From The Free Society website
We learnt last month, thanks to the World Cancer Research Fund, that eating one sausage a day raises the likelihood of contracting bowel cancer by a fifth. Yes, processed meat’s a killer.
Indeed, Professor Martin Wiseman, the charity’s medical and scientific adviser, said: ‘We are more sure now than ever before that eating processed meat increases your risk of bowel cancer, and this is why SCRF recommends that people avoid eating it. The evidence is that whether you are talking about bacon, ham, or pastrami, the safest amount to eat is nothing at all.’
The trouble is, sausage-eating is socially acceptable in today’s society. The smell of cooking fat infects our bars and restaurants, even cinema lobbies. Pre-school children are offered sausages by their parents and then their peers, and before long they are hooked, perpetuating the cult of sausage eating.
Surely, now is the time to take action.
A new organisation ASH (Action on Sausages and Health) should be set up to push for a number of measures to be taken urgently. Firstly, there should be a vigorous campaign to point out the dangers of eating sausages.
It should as soon as is practicably possible (running down of freezer stocks etc) be illegal for anyone below the age of 18 to eat sausages. It will be an offence to sell sausages to anyone below this age. Hotlines will be set up so anyone seeing a butcher sneaking a chipolata to a minor can be reported to the authorities. Councils will be given government grants to employ sausage wardens to ensure the law is being complied with.
Sausages should be subject to a tax of 85 per cent. ASH believes the best way do discourage sausage-eaters is to hit them in the pocket.
Of course many people are unaware of the health risks associated with sausage eating. ASH therefore proposes signs taking up a minimum of 35 per cent of the packaging with wordings in association with the European Union Commission for Public Health. Suggested wordings include: ‘Sausages Kill’; ‘Sausage-eating harms you and those around you’; ‘Sausage-eaters die younger’
In time, it is envisaged that pictures of the results of sausage-eating should be shown – cancerous bowels in particular – and sausages should not be on public display but kept under counter. Butchers will of course claim that their livelihoods will be threatened, but the health of the nation is at stake.
These measures might seem draconian, but ultimately, what we are looking for is a society where sausage-eating is a socially unacceptable as smoking, and in time outlawed altogether.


▸ **TRY IT**: Find and copy each line of the records where the string "presidents" shows up.

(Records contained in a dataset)
────────

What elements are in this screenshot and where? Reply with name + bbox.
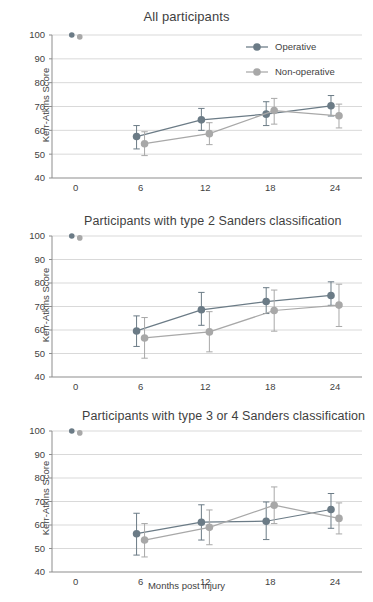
x-tick-label: 12 (200, 381, 211, 392)
data-point-marker (69, 233, 75, 239)
series-line (137, 509, 331, 533)
data-point-marker (69, 32, 75, 38)
data-point-marker (270, 107, 278, 115)
y-tick-label: 90 (34, 254, 45, 265)
x-tick-label: 12 (200, 182, 211, 193)
series-line (145, 505, 339, 540)
data-point-marker (335, 301, 343, 309)
y-tick-label: 40 (34, 172, 45, 183)
data-point-marker (198, 306, 206, 314)
x-tick-label: 0 (73, 182, 78, 193)
y-tick-label: 50 (34, 149, 45, 160)
chart-panel-sanders-type-3-or-4: Participants with type 3 or 4 Sanders cl… (0, 398, 373, 602)
data-point-marker (327, 102, 335, 110)
data-point-marker (198, 116, 206, 124)
data-point-marker (133, 530, 141, 538)
legend-label: Non-operative (275, 66, 335, 77)
data-point-marker (77, 235, 83, 241)
data-point-marker (133, 327, 141, 335)
plot-area: 40506070809010006121824 (0, 398, 373, 598)
y-tick-label: 60 (34, 324, 45, 335)
data-point-marker (141, 140, 149, 148)
data-point-marker (69, 428, 75, 434)
data-point-marker (335, 515, 343, 523)
y-tick-label: 50 (34, 348, 45, 359)
x-tick-label: 18 (265, 182, 276, 193)
series-line (137, 106, 331, 137)
y-tick-label: 100 (29, 29, 45, 40)
y-tick-label: 50 (34, 543, 45, 554)
y-tick-label: 60 (34, 519, 45, 530)
chart-panel-sanders-type-2: Participants with type 2 Sanders classif… (0, 200, 373, 398)
x-tick-label: 0 (73, 381, 78, 392)
data-point-marker (327, 292, 335, 300)
data-point-marker (77, 430, 83, 436)
figure-root: All participants Kerr-Atkins Score 40506… (0, 0, 373, 602)
y-tick-label: 40 (34, 371, 45, 382)
x-tick-label: 6 (138, 182, 143, 193)
y-tick-label: 80 (34, 472, 45, 483)
data-point-marker (206, 328, 214, 336)
x-tick-label: 24 (330, 381, 341, 392)
chart-svg: 40506070809010006121824 (0, 200, 373, 400)
y-tick-label: 70 (34, 101, 45, 112)
chart-svg: 40506070809010006121824 (0, 398, 373, 598)
y-tick-label: 90 (34, 53, 45, 64)
data-point-marker (141, 536, 149, 544)
data-point-marker (133, 133, 141, 141)
y-tick-label: 60 (34, 125, 45, 136)
data-point-marker (262, 298, 270, 306)
data-point-marker (77, 34, 83, 40)
data-point-marker (206, 130, 214, 138)
y-tick-label: 90 (34, 449, 45, 460)
x-tick-label: 18 (265, 381, 276, 392)
y-tick-label: 40 (34, 566, 45, 577)
data-point-marker (270, 307, 278, 315)
y-tick-label: 70 (34, 496, 45, 507)
data-point-marker (141, 334, 149, 342)
y-tick-label: 100 (29, 425, 45, 436)
chart-panel-all-participants: All participants Kerr-Atkins Score 40506… (0, 0, 373, 200)
legend-label: Operative (275, 41, 316, 52)
y-tick-label: 70 (34, 301, 45, 312)
data-point-marker (270, 501, 278, 509)
y-tick-label: 80 (34, 77, 45, 88)
x-tick-label: 6 (138, 381, 143, 392)
data-point-marker (206, 524, 214, 532)
chart-svg: 40506070809010006121824OperativeNon-oper… (0, 0, 373, 200)
data-point-marker (198, 518, 206, 526)
legend-marker (253, 68, 261, 76)
series-line (137, 295, 331, 330)
x-axis-label: Months post injury (0, 580, 373, 591)
series-line (145, 305, 339, 338)
plot-area: 40506070809010006121824OperativeNon-oper… (0, 0, 373, 200)
data-point-marker (335, 112, 343, 120)
legend-marker (253, 43, 261, 51)
y-tick-label: 100 (29, 230, 45, 241)
x-tick-label: 24 (330, 182, 341, 193)
plot-area: 40506070809010006121824 (0, 200, 373, 400)
y-tick-label: 80 (34, 277, 45, 288)
data-point-marker (327, 506, 335, 514)
data-point-marker (262, 517, 270, 525)
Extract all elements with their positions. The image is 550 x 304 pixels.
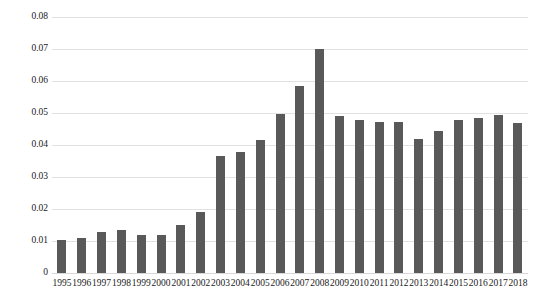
bar-slot: [449, 17, 469, 273]
x-axis-tick-label: 2005: [250, 275, 270, 295]
y-axis-tick-label: 0.02: [4, 204, 48, 214]
bar-slot: [270, 17, 290, 273]
bar[interactable]: [196, 212, 205, 273]
x-axis-tick-label: 2004: [230, 275, 250, 295]
bar-slot: [508, 17, 528, 273]
x-axis-tick-label: 2015: [449, 275, 469, 295]
x-axis-tick-label: 1999: [131, 275, 151, 295]
bar-slot: [409, 17, 429, 273]
x-axis-tick-label: 1995: [52, 275, 72, 295]
bar[interactable]: [236, 152, 245, 273]
x-axis-tick-label: 2010: [349, 275, 369, 295]
bar[interactable]: [454, 120, 463, 273]
bar[interactable]: [414, 139, 423, 273]
bar-chart: 0.080.070.060.050.040.030.020.010 199519…: [0, 0, 550, 304]
bar-slot: [468, 17, 488, 273]
x-axis-tick-label: 2007: [290, 275, 310, 295]
x-axis-tick-label: 2017: [488, 275, 508, 295]
bar-slot: [290, 17, 310, 273]
bar-slot: [191, 17, 211, 273]
bar-slot: [72, 17, 92, 273]
y-axis-tick-label: 0.01: [4, 236, 48, 246]
y-axis-tick-label: 0.06: [4, 76, 48, 86]
x-axis-tick-label: 2009: [330, 275, 350, 295]
bar[interactable]: [434, 131, 443, 273]
x-axis-tick-label: 2001: [171, 275, 191, 295]
bar[interactable]: [117, 230, 126, 273]
x-axis-tick-label: 2000: [151, 275, 171, 295]
y-axis: 0.080.070.060.050.040.030.020.010: [0, 17, 48, 273]
bar-slot: [52, 17, 72, 273]
bar-slot: [389, 17, 409, 273]
bar[interactable]: [57, 240, 66, 273]
bar[interactable]: [256, 140, 265, 273]
bar[interactable]: [394, 122, 403, 273]
bar-slot: [230, 17, 250, 273]
x-axis-tick-label: 2011: [369, 275, 389, 295]
x-axis-tick-label: 2002: [191, 275, 211, 295]
bar[interactable]: [494, 115, 503, 273]
bar-slot: [131, 17, 151, 273]
x-axis: 1995199619971998199920002001200220032004…: [52, 275, 528, 295]
bar-slot: [250, 17, 270, 273]
bar[interactable]: [474, 118, 483, 273]
bar-slot: [330, 17, 350, 273]
x-axis-tick-label: 2018: [508, 275, 528, 295]
bar[interactable]: [276, 114, 285, 273]
x-axis-tick-label: 1998: [111, 275, 131, 295]
bar-slot: [429, 17, 449, 273]
bar-series: [52, 17, 528, 273]
bar[interactable]: [375, 122, 384, 273]
bar[interactable]: [513, 123, 522, 273]
x-axis-tick-label: 2008: [310, 275, 330, 295]
bar[interactable]: [77, 238, 86, 273]
bar[interactable]: [295, 86, 304, 273]
bar-slot: [111, 17, 131, 273]
x-axis-tick-label: 2016: [468, 275, 488, 295]
bar-slot: [151, 17, 171, 273]
x-axis-tick-label: 2003: [211, 275, 231, 295]
x-axis-tick-label: 1997: [92, 275, 112, 295]
bar[interactable]: [97, 232, 106, 273]
bar-slot: [369, 17, 389, 273]
y-axis-tick-label: 0.07: [4, 44, 48, 54]
x-axis-tick-label: 2006: [270, 275, 290, 295]
bar-slot: [211, 17, 231, 273]
bar[interactable]: [157, 235, 166, 273]
plot-area: [52, 17, 528, 273]
bar-slot: [310, 17, 330, 273]
y-axis-tick-label: 0.05: [4, 108, 48, 118]
x-axis-tick-label: 2012: [389, 275, 409, 295]
bar-slot: [171, 17, 191, 273]
bar[interactable]: [355, 120, 364, 273]
y-axis-tick-label: 0.03: [4, 172, 48, 182]
bar[interactable]: [315, 49, 324, 273]
bar-slot: [488, 17, 508, 273]
x-axis-tick-label: 2014: [429, 275, 449, 295]
bar-slot: [92, 17, 112, 273]
y-axis-tick-label: 0.04: [4, 140, 48, 150]
bar[interactable]: [216, 156, 225, 273]
y-axis-tick-label: 0.08: [4, 12, 48, 22]
y-axis-tick-label: 0: [4, 268, 48, 278]
bar[interactable]: [176, 225, 185, 273]
x-axis-tick-label: 2013: [409, 275, 429, 295]
bar-slot: [349, 17, 369, 273]
bar[interactable]: [335, 116, 344, 273]
bar[interactable]: [137, 235, 146, 273]
gridline: [52, 273, 528, 274]
x-axis-tick-label: 1996: [72, 275, 92, 295]
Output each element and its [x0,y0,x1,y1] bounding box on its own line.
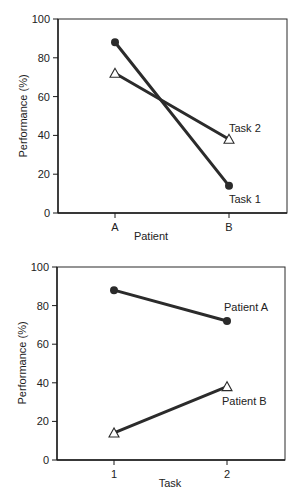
series-line [115,42,229,186]
x-ticks: AB [111,213,232,233]
x-axis-label: Patient [134,230,168,242]
circle-marker-icon [225,182,233,190]
y-tick-label: 0 [44,207,50,219]
x-axis-label: Task [159,477,182,489]
series-label-patient-a: Patient A [224,301,269,313]
series-line [114,290,227,321]
series-group [109,286,232,437]
y-axis-label: Performance (%) [17,74,29,157]
y-tick-label: 60 [37,338,49,350]
x-tick-label: B [225,221,232,233]
plot-frame [57,267,285,460]
y-ticks: 020406080100 [32,13,58,219]
y-tick-label: 80 [38,52,50,64]
triangle-marker-icon [222,382,232,391]
series-patient-b [109,382,232,437]
circle-marker-icon [111,38,119,46]
circle-marker-icon [110,286,118,294]
x-tick-label: A [111,221,119,233]
series-label-patient-b: Patient B [222,395,267,407]
x-tick-label: 2 [224,468,230,480]
y-tick-label: 80 [37,300,49,312]
y-tick-label: 40 [37,377,49,389]
series-line [115,73,229,139]
series-label-task-2: Task 2 [229,122,261,134]
chart-task-performance: 020406080100 12 Task Performance (%) Pat… [16,261,285,489]
y-tick-label: 60 [38,91,50,103]
y-tick-label: 0 [43,454,49,466]
x-tick-label: 1 [111,468,117,480]
figure: 020406080100 AB Patient Performance (%) … [0,0,303,499]
series-task-2 [110,68,234,143]
y-tick-label: 100 [32,13,50,25]
y-axis-label: Performance (%) [16,321,28,404]
series-patient-a [110,286,231,325]
series-task-1 [111,38,233,190]
y-ticks: 020406080100 [31,261,57,466]
circle-marker-icon [223,317,231,325]
series-group [110,38,234,190]
y-tick-label: 40 [38,129,50,141]
y-tick-label: 20 [37,415,49,427]
y-tick-label: 20 [38,168,50,180]
series-label-task-1: Task 1 [229,193,261,205]
y-tick-label: 100 [31,261,49,273]
chart-patient-performance: 020406080100 AB Patient Performance (%) … [17,13,287,242]
series-line [114,387,227,433]
triangle-marker-icon [110,68,120,77]
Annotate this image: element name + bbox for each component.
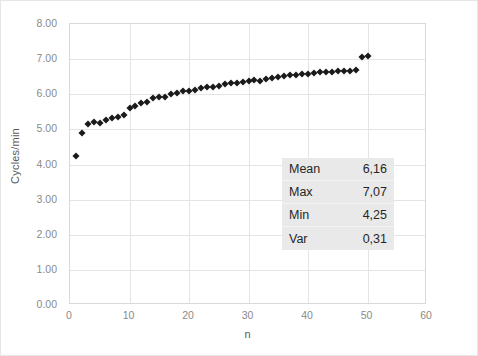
statistics-row: Min4,25 xyxy=(282,204,394,227)
gridline-vertical xyxy=(130,24,131,303)
statistics-value: 7,07 xyxy=(363,185,387,199)
statistics-label: Mean xyxy=(289,162,320,176)
x-axis-tick-label: 30 xyxy=(228,309,268,321)
statistics-table: Mean6,16Max7,07Min4,25Var0,31 xyxy=(282,158,394,250)
gridline-horizontal xyxy=(70,59,425,60)
x-axis-title: n xyxy=(69,328,426,340)
y-axis-tick-label: 6.00 xyxy=(17,87,57,99)
y-axis-tick-label: 1.00 xyxy=(17,263,57,275)
x-axis-tick-label: 0 xyxy=(49,309,89,321)
data-point xyxy=(144,98,151,105)
y-axis-tick-label: 3.00 xyxy=(17,193,57,205)
x-axis-tick-label: 20 xyxy=(168,309,208,321)
data-point xyxy=(72,152,79,159)
data-point xyxy=(364,52,371,59)
x-axis-tick-label: 60 xyxy=(406,309,446,321)
statistics-row: Max7,07 xyxy=(282,181,394,204)
y-axis-tick-label: 4.00 xyxy=(17,158,57,170)
statistics-value: 6,16 xyxy=(363,162,387,176)
x-axis-tick-label: 40 xyxy=(287,309,327,321)
chart-figure: Cycles/min 0.001.002.003.004.005.006.007… xyxy=(0,0,478,356)
data-point xyxy=(346,67,353,74)
y-axis-tick-label: 2.00 xyxy=(17,228,57,240)
statistics-value: 4,25 xyxy=(363,208,387,222)
statistics-label: Max xyxy=(289,185,313,199)
y-axis-title-text: Cycles/min xyxy=(9,128,21,184)
gridline-horizontal xyxy=(70,129,425,130)
data-point xyxy=(78,129,85,136)
statistics-value: 0,31 xyxy=(363,232,387,246)
y-axis-tick-label: 7.00 xyxy=(17,52,57,64)
data-point xyxy=(233,79,240,86)
gridline-vertical xyxy=(189,24,190,303)
y-axis-tick-label: 8.00 xyxy=(17,17,57,29)
data-point xyxy=(352,66,359,73)
gridline-horizontal xyxy=(70,270,425,271)
y-axis-tick-label: 5.00 xyxy=(17,122,57,134)
statistics-label: Min xyxy=(289,208,309,222)
gridline-vertical xyxy=(249,24,250,303)
x-axis-tick-label: 10 xyxy=(109,309,149,321)
statistics-label: Var xyxy=(289,232,308,246)
gridline-horizontal xyxy=(70,94,425,95)
statistics-row: Mean6,16 xyxy=(282,158,394,181)
statistics-row: Var0,31 xyxy=(282,227,394,250)
x-axis-tick-label: 50 xyxy=(347,309,387,321)
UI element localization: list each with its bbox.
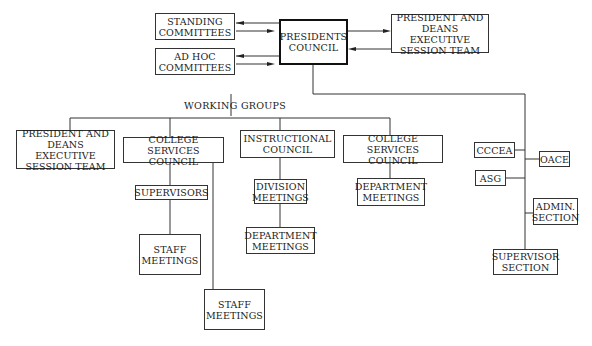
admin-section-label: ADMIN. SECTION (532, 201, 580, 223)
cccea-label: CCCEA (476, 145, 512, 156)
instructional-council-label: INSTRUCTIONAL COUNCIL (244, 133, 332, 155)
college-services-council-2-label: COLLEGE SERVICES COUNCIL (344, 133, 442, 166)
oace-box: OACE (539, 151, 570, 167)
staff-meetings-1-box: STAFF MEETINGS (139, 234, 201, 275)
staff-meetings-2-label: STAFF MEETINGS (206, 299, 263, 321)
president-deans-wg-label: PRESIDENT AND DEANS EXECUTIVE SESSION TE… (17, 128, 114, 172)
college-services-council-2-box: COLLEGE SERVICES COUNCIL (343, 135, 443, 163)
cccea-box: CCCEA (474, 142, 515, 158)
arrow-left-icon (236, 21, 244, 25)
department-meetings-2-box: DEPARTMENT MEETINGS (357, 178, 425, 206)
staff-meetings-1-label: STAFF MEETINGS (142, 244, 199, 266)
president-deans-top-label: PRESIDENT AND DEANS EXECUTIVE SESSION TE… (392, 12, 488, 56)
presidents-council-box: PRESIDENTS COUNCIL (279, 19, 348, 65)
standing-committees-box: STANDING COMMITTEES (155, 13, 235, 40)
college-services-council-1-box: COLLEGE SERVICES COUNCIL (123, 137, 224, 163)
working-groups-label: WORKING GROUPS (184, 100, 286, 111)
college-services-council-1-label: COLLEGE SERVICES COUNCIL (124, 134, 223, 167)
asg-box: ASG (475, 170, 506, 186)
department-meetings-2-label: DEPARTMENT MEETINGS (355, 181, 428, 203)
department-meetings-1-box: DEPARTMENT MEETINGS (246, 227, 315, 254)
arrow-right-icon (267, 29, 275, 33)
arrow-right-icon (383, 29, 391, 33)
ad-hoc-committees-box: AD HOC COMMITTEES (155, 48, 235, 75)
supervisor-section-label: SUPERVISOR SECTION (492, 251, 560, 273)
oace-label: OACE (540, 154, 569, 165)
instructional-council-box: INSTRUCTIONAL COUNCIL (240, 130, 335, 158)
presidents-council-label: PRESIDENTS COUNCIL (280, 31, 347, 53)
president-deans-wg-box: PRESIDENT AND DEANS EXECUTIVE SESSION TE… (16, 130, 115, 169)
division-meetings-box: DIVISION MEETINGS (254, 179, 307, 204)
supervisors-label: SUPERVISORS (134, 187, 208, 198)
supervisors-box: SUPERVISORS (135, 185, 208, 200)
president-deans-top-box: PRESIDENT AND DEANS EXECUTIVE SESSION TE… (391, 14, 489, 53)
staff-meetings-2-box: STAFF MEETINGS (204, 289, 265, 330)
arrow-left-icon (348, 47, 356, 51)
admin-section-box: ADMIN. SECTION (533, 198, 578, 225)
department-meetings-1-label: DEPARTMENT MEETINGS (244, 230, 317, 252)
arrow-right-icon (267, 62, 275, 66)
division-meetings-label: DIVISION MEETINGS (252, 181, 309, 203)
arrow-left-icon (236, 54, 244, 58)
ad-hoc-committees-label: AD HOC COMMITTEES (159, 51, 232, 73)
asg-label: ASG (480, 173, 501, 184)
supervisor-section-box: SUPERVISOR SECTION (493, 249, 558, 275)
standing-committees-label: STANDING COMMITTEES (159, 16, 232, 38)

────────

▸ **EXPECTED ANSWER**:
presidents-council-box: PRESIDENTS COUNCIL (279, 19, 348, 65)
presidents-council-label: PRESIDENTS COUNCIL (280, 31, 347, 53)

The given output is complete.